Wednesday, April 7, 2010

No-Till

As this is only my second year with the garden, I feel odd calling it no-till, since it was tilled last year to loosen up the turf and make it easier to mound the dirt into permanent raised beds. Eventually I hope the garden will expand to at least a couple of acres, but it's a slow process and I've got a lot to learn along the way.

Sometimes I feel it's almost blasphemous to say that you can farm without plowing, fertilizing, or spraying, but no-till farms that do use fertilizers, herbicides, and pesticides are fairly well-accepted today. My chemical-free version, however, is rather rare, but it has been done successfully in the past. I will discuss two of my greatest farming inspirations later on this year, but I'll start out with an example closer to home. Here's an excerpt from the 1590 edition of A Briefe and True Report of the New Found Land of Virginia by Thomas Harriott:

"The ground they never fatten with mucke, dounge or any other thing; neither plow nor digge it as we in England, but onely prepare it in sort as followeth. A fewe daies before they sowe or set, the men with wooden instruments, made almost in forme of mattockes or hoes with long handles; the women with short peckers or parers, because they use them sitting, of a foote long and about five inches in breadth: doe onely breake the upper part of the ground to rayse up the weedes, grasse, & old stubbes of corne stalkes with their rootes. The which after a day or twoes drying in the Sunne, being scrapte up into many small heapes, to save them labour for carrying them away; they burne into ashes. (And whereas some may thinke that they use the ashes for to better the grounde; I say that then they woulde eyther disperse the ashes abroade; which wee observed they doe not, except the heapes bee too great: or els would take speciall care to set their corne where the ashes lie, which also wee finde they are carelesse of.) And this is all the husbanding of their ground that they use."

This is not meant to idealize the Native Americans, but to show that there was a history of an all-natural, no-till agriculture in this country, and indeed, in this particular region. Native settlements were not intended to be permanent, and if the fertility of their gardens declined, new land could be cleared. This is not so applicable today as a farm is usually expected to remain in use for generations, and new land is becoming increasingly harder to use for agriculture due to development and a decline in the number of farmers.


Theodor de Bry's engraving of the town of Secotan was based on John White's watercolors. The crops growing include tobacco (uppowoc), corn, pumpkins, and sunflowers.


What to produce - Give back each line of the material that contains the word "Memory".

Extracted records -

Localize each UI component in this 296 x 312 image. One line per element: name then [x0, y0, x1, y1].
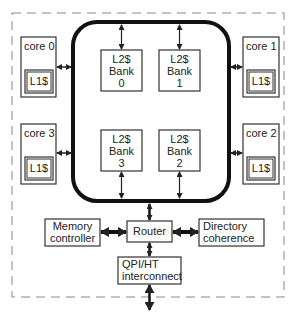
memory-controller: Memory controller	[45, 219, 100, 246]
svg-text:Bank: Bank	[109, 65, 135, 77]
l2-bank-0: L2$ Bank 0	[101, 50, 142, 91]
svg-text:core 1: core 1	[246, 40, 277, 52]
directory-coherence: Directory coherence	[199, 219, 264, 246]
core-3: core 3 L1$	[21, 124, 56, 184]
ring-interconnect	[73, 22, 229, 201]
multicore-diagram: L2$ Bank 0 L2$ Bank 1 L2$ Bank 3 L2$ Ban…	[0, 0, 296, 312]
svg-text:L2$: L2$	[170, 133, 188, 145]
svg-text:Directory: Directory	[203, 220, 248, 232]
l2-bank-2: L2$ Bank 2	[159, 130, 200, 171]
svg-text:3: 3	[118, 157, 124, 169]
router: Router	[127, 221, 172, 242]
svg-text:L1$: L1$	[252, 162, 270, 174]
svg-text:core 0: core 0	[24, 40, 55, 52]
svg-text:Router: Router	[133, 225, 166, 237]
svg-text:L1$: L1$	[30, 75, 48, 87]
svg-text:L2$: L2$	[112, 133, 130, 145]
svg-text:core 2: core 2	[246, 127, 277, 139]
svg-text:core 3: core 3	[24, 127, 55, 139]
svg-text:QPI/HT: QPI/HT	[122, 258, 159, 270]
svg-text:L1$: L1$	[30, 162, 48, 174]
svg-text:L2$: L2$	[112, 53, 130, 65]
l2-bank-3: L2$ Bank 3	[101, 130, 142, 171]
svg-text:coherence: coherence	[203, 232, 254, 244]
core-2: core 2 L1$	[243, 124, 279, 184]
svg-text:controller: controller	[50, 232, 96, 244]
svg-text:Bank: Bank	[167, 145, 193, 157]
qpi-ht-interconnect: QPI/HT interconnect	[118, 257, 182, 284]
core-arrows	[57, 67, 242, 153]
svg-text:L2$: L2$	[170, 53, 188, 65]
core-1: core 1 L1$	[243, 37, 279, 97]
svg-text:L1$: L1$	[252, 75, 270, 87]
svg-text:Memory: Memory	[53, 220, 93, 232]
svg-text:Bank: Bank	[109, 145, 135, 157]
svg-text:1: 1	[176, 77, 182, 89]
svg-text:2: 2	[176, 157, 182, 169]
svg-text:interconnect: interconnect	[122, 270, 182, 282]
l2-bank-1: L2$ Bank 1	[159, 50, 200, 91]
svg-text:0: 0	[118, 77, 124, 89]
core-0: core 0 L1$	[21, 37, 56, 97]
svg-text:Bank: Bank	[167, 65, 193, 77]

Solution to the problem -
memory-controller: Memory controller	[45, 219, 100, 246]
svg-text:Memory: Memory	[53, 220, 93, 232]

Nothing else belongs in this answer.